Stockholm (NordSIP) – While sustainable fixed income markets provide easy ways to quantify the financial sector’s ability to channel funding to ESG projects, issuance amounts, interest rates and greeniums do not provide a complete picture of what is going on. Between the efforts of the borrowers and the funds of the investors, the banks that operate as dealers in this market can often be forgotten.
To overcome this gap in coverage, the Anthropocene Fixed Income Institute (AFII) provides regular league tables based on net fee intake from green versus fossil bond and loan syndications. According to the AFII’s most recent report, a previously observed trend remains in place: French banks top the net green/fossil dealer charts while Japanese and regional North American ones sit at the bottom (Figure 1).
The latest report singles out the progress of leaders and laggards since the previous quarter. “We see HSBC climbing the ladder to enter the top three at the same time as RBC firms up its place as a top fossil funding activity player, indeed the only bank that has been in creasing its intake of fees from fossil funding relative to energy transition activities. Goldman seems to be on a pretty consistent climb (or shall we say by jet propulsion to do that cephalopod comparison?) upwards, and – although dropping a bit this time around the trend for SMBC remains upwards, not least in the context of the high-fossil performance of local competitors Mizuho and MUFG.”
Structural Incentives
According to Ulf Erlandsson, Founder and CEO of the AFII, these dynamics are not mysterious. The status of Japan as a laggard is the result of structural economic conditions. “Japan has a very fossil-fuel dependent economy. Japanese banks are engaged in a lot of financing transactions of overseas fossil project, including fossil gas in Australia, coal plants in ASEAN, among others. Regional North American players are doing lots of transactions for local energy companies, such as oil sands and pipelines in Canada and shale gas in the US. But still, we can see differentiation among regional players,” Erlandsson continues.
The power of economic conditions is also visible in the present macroeconomic conditions and their effect on the whole market. The ongoing energy price hikes caused by the energy embargoes associated with Russia’s invasion of Ukraine have created windfall profits in the fossil fuel energy sectors. As a result, there has been less of an incentive for these institutions to issue debt and for intermediaries to help them come to the market. According to AFII data, fees for the lead banks in 2022 so far have fallen to US$1.2 billion from US$2 billion in 2020. “There’s been quite a reduction in fees from that type of issuance,” Erlandsson says.
Regulating for Leaders
The success of French banks seems to be driven by regulatory incentives. “French banks generate a lot of revenue from green bonds. In absolute terms, they are generating more revenue from those instruments than some of the largest banks, three times their size. I think France’s Regulation 173 has a big role to play in this,” Erlandsson argues.
The regulation, introduced in 2016, requires insurers, pension funds, asset managers and other institutional investors, but not banks, to report annually their climate-related exposure and climate change mitigation policy. Erlandsson’s view is supported by a Banque de France analysis, which finds “that investors subject to the new disclosure requirements curtailed their financing of fossil energy companies by some 40% compared to investors in the control group.” Transparency seems to have done its duty.
The power of such an approach creates hope that tools such as the league tables published by the AFII could help export France’s experience abroad. “We are working with a few stakeholder that have started implementing variations of this league table. We expect counterparty selection mechanisms based on ESG criteria like these lists to grow in importance. It is a quite straightforward and impactful way to add weight to one’s climate/ESG strategy,” Erlandsson concludes.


** Required action **
If a line of the data below holds the string "Development", copy it.

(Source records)
= = = = = = =

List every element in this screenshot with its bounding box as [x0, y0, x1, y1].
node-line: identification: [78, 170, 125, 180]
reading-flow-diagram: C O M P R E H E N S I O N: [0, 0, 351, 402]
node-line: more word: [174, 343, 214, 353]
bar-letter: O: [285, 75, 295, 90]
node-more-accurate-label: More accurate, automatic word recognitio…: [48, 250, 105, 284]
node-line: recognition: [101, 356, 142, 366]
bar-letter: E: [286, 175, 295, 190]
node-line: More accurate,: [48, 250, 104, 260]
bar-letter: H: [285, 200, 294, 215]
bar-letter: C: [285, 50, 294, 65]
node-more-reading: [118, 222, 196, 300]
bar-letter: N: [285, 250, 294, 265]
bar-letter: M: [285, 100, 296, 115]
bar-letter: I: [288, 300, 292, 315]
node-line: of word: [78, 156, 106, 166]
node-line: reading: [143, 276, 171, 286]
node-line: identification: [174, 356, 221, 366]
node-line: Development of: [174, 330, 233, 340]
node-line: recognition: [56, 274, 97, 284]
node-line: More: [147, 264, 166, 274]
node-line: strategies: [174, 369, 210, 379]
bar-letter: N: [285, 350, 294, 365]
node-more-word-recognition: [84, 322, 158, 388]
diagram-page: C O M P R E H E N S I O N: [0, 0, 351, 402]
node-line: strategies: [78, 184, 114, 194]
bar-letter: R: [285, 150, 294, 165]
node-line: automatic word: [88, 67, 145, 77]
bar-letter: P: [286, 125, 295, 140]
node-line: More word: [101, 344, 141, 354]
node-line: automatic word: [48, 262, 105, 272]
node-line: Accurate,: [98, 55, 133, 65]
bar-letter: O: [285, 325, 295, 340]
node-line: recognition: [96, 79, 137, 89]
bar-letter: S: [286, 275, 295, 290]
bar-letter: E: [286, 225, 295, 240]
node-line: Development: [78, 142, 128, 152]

= = = = = = =

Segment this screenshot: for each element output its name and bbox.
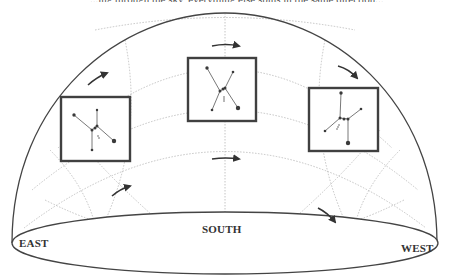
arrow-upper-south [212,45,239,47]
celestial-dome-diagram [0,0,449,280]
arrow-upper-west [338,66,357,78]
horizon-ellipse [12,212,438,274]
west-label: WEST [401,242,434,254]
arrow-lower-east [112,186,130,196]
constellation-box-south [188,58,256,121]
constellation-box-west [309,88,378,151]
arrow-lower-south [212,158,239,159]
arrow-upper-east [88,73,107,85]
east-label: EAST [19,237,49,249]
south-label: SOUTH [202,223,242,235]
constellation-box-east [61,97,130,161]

= = = = = = =

** Written reply **
node-line: Development of: [174, 330, 233, 340]
node-line: Development: [78, 142, 128, 152]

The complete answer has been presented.